(Beginning of Records)

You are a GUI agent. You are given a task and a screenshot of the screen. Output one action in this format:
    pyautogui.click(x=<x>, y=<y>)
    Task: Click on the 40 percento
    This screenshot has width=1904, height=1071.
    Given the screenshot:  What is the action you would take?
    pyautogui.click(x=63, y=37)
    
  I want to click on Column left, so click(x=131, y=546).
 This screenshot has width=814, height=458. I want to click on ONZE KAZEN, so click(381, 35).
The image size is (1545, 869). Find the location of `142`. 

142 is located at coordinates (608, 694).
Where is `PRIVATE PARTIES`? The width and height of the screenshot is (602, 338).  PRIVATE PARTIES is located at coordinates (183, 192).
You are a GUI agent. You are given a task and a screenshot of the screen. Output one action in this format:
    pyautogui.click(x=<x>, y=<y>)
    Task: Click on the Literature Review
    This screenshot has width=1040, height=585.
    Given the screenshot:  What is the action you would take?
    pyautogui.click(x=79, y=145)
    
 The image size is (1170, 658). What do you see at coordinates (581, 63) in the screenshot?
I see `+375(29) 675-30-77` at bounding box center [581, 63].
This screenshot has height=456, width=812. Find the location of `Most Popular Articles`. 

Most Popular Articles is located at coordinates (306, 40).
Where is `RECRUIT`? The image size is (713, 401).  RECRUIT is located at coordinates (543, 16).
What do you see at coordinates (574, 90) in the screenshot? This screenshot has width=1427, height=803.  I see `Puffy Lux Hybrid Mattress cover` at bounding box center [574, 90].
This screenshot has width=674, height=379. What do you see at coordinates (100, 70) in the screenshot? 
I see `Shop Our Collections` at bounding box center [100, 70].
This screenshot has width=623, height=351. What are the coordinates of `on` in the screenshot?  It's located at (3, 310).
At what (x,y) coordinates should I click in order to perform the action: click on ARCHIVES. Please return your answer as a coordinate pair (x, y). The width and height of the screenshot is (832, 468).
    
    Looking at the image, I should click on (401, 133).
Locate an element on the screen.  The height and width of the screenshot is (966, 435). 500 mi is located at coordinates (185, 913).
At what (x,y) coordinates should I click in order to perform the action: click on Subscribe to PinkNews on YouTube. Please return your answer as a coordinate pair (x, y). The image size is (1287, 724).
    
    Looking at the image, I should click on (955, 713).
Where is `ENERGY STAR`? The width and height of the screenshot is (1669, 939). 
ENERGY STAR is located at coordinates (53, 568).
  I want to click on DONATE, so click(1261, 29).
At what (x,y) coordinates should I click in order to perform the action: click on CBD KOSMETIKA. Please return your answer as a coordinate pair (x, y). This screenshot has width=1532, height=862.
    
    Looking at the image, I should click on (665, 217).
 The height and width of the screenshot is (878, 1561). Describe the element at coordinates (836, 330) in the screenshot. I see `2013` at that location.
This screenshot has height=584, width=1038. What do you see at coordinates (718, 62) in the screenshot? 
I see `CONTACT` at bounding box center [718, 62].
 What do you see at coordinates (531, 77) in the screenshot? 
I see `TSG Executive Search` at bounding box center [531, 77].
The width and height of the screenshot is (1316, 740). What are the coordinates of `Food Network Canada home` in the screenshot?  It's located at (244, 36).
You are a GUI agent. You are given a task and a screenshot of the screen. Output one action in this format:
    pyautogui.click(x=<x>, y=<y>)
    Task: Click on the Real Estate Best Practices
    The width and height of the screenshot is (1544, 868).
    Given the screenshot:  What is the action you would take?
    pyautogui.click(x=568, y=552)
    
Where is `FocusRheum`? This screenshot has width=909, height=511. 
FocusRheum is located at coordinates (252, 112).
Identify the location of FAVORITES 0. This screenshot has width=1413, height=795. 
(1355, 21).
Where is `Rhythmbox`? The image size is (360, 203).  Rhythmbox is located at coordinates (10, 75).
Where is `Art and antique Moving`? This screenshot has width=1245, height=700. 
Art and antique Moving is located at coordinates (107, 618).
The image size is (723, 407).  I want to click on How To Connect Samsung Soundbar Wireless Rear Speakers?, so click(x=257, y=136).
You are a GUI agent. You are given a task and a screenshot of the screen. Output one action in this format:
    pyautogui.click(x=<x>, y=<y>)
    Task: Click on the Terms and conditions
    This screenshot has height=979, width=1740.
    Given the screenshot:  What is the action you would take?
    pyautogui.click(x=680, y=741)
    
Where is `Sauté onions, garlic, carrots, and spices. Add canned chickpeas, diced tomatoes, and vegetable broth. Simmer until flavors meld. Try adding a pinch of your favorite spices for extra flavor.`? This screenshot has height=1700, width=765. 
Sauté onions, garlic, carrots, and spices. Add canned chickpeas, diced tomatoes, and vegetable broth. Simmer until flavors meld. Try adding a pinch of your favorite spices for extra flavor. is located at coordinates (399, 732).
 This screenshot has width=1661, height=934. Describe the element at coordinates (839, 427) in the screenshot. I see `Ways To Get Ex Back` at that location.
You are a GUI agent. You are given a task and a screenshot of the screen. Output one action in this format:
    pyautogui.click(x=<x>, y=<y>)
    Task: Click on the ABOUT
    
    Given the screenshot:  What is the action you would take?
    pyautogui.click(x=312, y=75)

(End of Records)

**Exercise**
What you give back should be exactly the lines of the data above from the line with "Task: Click on the Literature Review" through the line with "This screenshot has width=1040, height=585.", both of those included, and nothing more.

**Solution to the problem**
    Task: Click on the Literature Review
    This screenshot has width=1040, height=585.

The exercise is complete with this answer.